The French industrial innovation agency A2I had a brief but dramatic existence. Created two years ago by former president Jacques Chirac to bolster innovation among large French companies, it has now been officially merged with Oseo, the public agency backing start-ups. That means €1 billion more to finance innovative small companies.
At first sight, this move may look like further revenge by President Nicolas Sarkozy against his predecessor and mentor Jacques Chirac. But the grounds for the merger are more likely to lie in Brussels rather than in French politicking.
A2I was announced in January 2005 with great fanfare, and for some, overweening ambition. One stated aim was to create a French–German counterpart to the giant US search engine company Google. The agency was the brainchild of the former CEO of glass maker Saint Gobain, Jean-Louis Beffat – its mission: to concentrate public research funding on big programmes led by large companies.
The hope was to correct the dramatic under investment in R&D by France’s so called national industrial champions. Not only is public R&D funding in France under the average of OECD countries at 2.16 per cent of GDP, versus the 2.26 per cent OECD average, but the share of private financing is significantly lower too, at 50 per cent versus the 61 per cent OECD average (which rises to 67 per cent in the US).
To them that have…
With a budget of €2 billion over two years, A2I was intended to have a major impact on commercially driven research projects in France. But after its official launch in July 2005, critics began to knock it as a stolid institution that was handing out public subsidy to mature and solid businesses, rather than an innovation machine.
In one telling example, the two companies behind the development of the Qaero internet search engine, Exalead and Thomson Multimedia, were granted €90 million to develop multimedia functions. But the two were unable to find a German partner for this branded French-German partnership. And while they were talking administrative structures and grants, both Youtube and the venture-financed French start-up Dailymotion overtook Qaero’s plan to introduce a video search function.
And, if some of the 16 projects, A2I intended to finance looked futuristic, most of them lacked the bold strategy and vision outlined by the French Ministry of Finance when it created the agency.
What to make for example, at a time when all electric appliance makers are branding their products as electricity efficient, of allocating Schneider Electric €88 million over five years to develop power-saving components? Or of giving car maker Peugeot-Citroen €96 million for a programme to develop a new hybrid diesel vehicle that had been announced many years before?
If it looks like a subsidy…
When a financing mechanism has the colour and smell of a subsidy, the European Commission may finally come to the conclusion that it is a subsidy. In any case, the Commission has to approve public funding of over €10 million for an individual project, leading it to investigate all 16 of A2I’s projects, which had a combined price tag of €900 million.
Six projects have been approved, but the €96 million granted for Peugeot’s hybrid diesel car has been placed under “deeper investigation”. The Commission said it thinks it likely that as the second largest automobile manufacturer in Europe, the company would have undertaken the project anyway, even in the absence of a state subsidy, given that other car makers have announced similar projects.
Against this background, dissolving A2I into Oseo might be a happy ending. Instead of subsidising companies with multi-billion revenues, and potentially distorting competition, A2I will become part of an agency (itself the product of merging various bodies) that is involved in supporting small, innovative start-up in France.
Only half of the A2I budget has been committed as yet. That means Oseo inherits €1 billion of new funding to add to its annual budget of €600 million.
A third of the A2I fund will go to Oseo Innovation, a unit of the agency that supports start-ups through seed funding and the early stages of commercialisation. Another third is going to Oseo-Garantie, a fund that guarantees lending to SMEs by banks. The remainder will be devoted to a new fund that will co-finance research projects launched by mid-size companies.
Those projects will bring smaller companies or academic labs into partnership with medium sized companies that are leaders in their fields.
Most projects will have to be under €0 million. As a consolation, large companies were offered an extension of R&D tax credits (a mechanism known as credit d’impot). This should help them put A2I, and its protectionist if not clientelist philosophy, out of their minds.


YOUR INSTRUCTIONS:
Output only this range of the data below: the line that contains "detect *human eye*." through the final line, both ends included, each retyped exactly.

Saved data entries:

───

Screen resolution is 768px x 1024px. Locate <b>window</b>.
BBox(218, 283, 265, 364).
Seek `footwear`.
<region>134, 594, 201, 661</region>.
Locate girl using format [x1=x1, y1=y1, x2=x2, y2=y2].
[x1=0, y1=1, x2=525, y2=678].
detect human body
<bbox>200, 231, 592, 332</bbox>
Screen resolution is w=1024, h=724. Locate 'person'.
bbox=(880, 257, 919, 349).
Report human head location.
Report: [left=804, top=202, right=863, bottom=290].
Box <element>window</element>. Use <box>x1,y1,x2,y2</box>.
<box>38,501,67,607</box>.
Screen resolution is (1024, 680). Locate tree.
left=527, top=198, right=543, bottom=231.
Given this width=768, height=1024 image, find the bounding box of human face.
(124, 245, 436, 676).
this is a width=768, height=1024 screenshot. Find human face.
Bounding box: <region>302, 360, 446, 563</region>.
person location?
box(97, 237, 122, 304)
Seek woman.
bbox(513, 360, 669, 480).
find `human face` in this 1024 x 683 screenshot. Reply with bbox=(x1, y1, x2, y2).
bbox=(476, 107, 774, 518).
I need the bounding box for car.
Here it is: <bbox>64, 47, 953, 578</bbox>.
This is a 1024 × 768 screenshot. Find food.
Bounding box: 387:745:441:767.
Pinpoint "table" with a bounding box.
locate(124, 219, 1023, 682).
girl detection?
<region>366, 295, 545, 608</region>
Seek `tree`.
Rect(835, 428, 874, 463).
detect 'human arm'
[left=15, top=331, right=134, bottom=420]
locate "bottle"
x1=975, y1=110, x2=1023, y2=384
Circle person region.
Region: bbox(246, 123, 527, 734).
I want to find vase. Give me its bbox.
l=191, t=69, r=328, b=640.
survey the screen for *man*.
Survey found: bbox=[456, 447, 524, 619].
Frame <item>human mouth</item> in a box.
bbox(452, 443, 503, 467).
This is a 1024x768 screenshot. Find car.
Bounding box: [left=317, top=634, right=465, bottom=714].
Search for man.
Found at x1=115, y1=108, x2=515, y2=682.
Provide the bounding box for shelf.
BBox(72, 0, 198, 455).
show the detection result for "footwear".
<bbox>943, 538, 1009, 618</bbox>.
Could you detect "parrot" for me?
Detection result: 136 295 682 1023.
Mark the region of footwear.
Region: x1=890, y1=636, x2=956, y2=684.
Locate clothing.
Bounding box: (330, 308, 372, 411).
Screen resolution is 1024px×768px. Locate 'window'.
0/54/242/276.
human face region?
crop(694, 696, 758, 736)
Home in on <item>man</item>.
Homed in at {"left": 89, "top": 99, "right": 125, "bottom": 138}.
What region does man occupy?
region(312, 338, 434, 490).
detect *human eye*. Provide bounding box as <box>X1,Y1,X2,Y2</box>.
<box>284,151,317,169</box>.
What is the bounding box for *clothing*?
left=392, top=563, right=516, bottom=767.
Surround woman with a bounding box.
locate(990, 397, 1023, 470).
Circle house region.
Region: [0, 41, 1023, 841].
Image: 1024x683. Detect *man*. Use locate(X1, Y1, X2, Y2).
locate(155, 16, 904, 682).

───

EXERCISE ANSWER:
detect *human eye*. Provide bounding box as <box>X1,Y1,X2,Y2</box>.
<box>284,151,317,169</box>.
What is the bounding box for *clothing*?
left=392, top=563, right=516, bottom=767.
Surround woman with a bounding box.
locate(990, 397, 1023, 470).
Circle house region.
Region: [0, 41, 1023, 841].
Image: 1024x683. Detect *man*. Use locate(X1, Y1, X2, Y2).
locate(155, 16, 904, 682).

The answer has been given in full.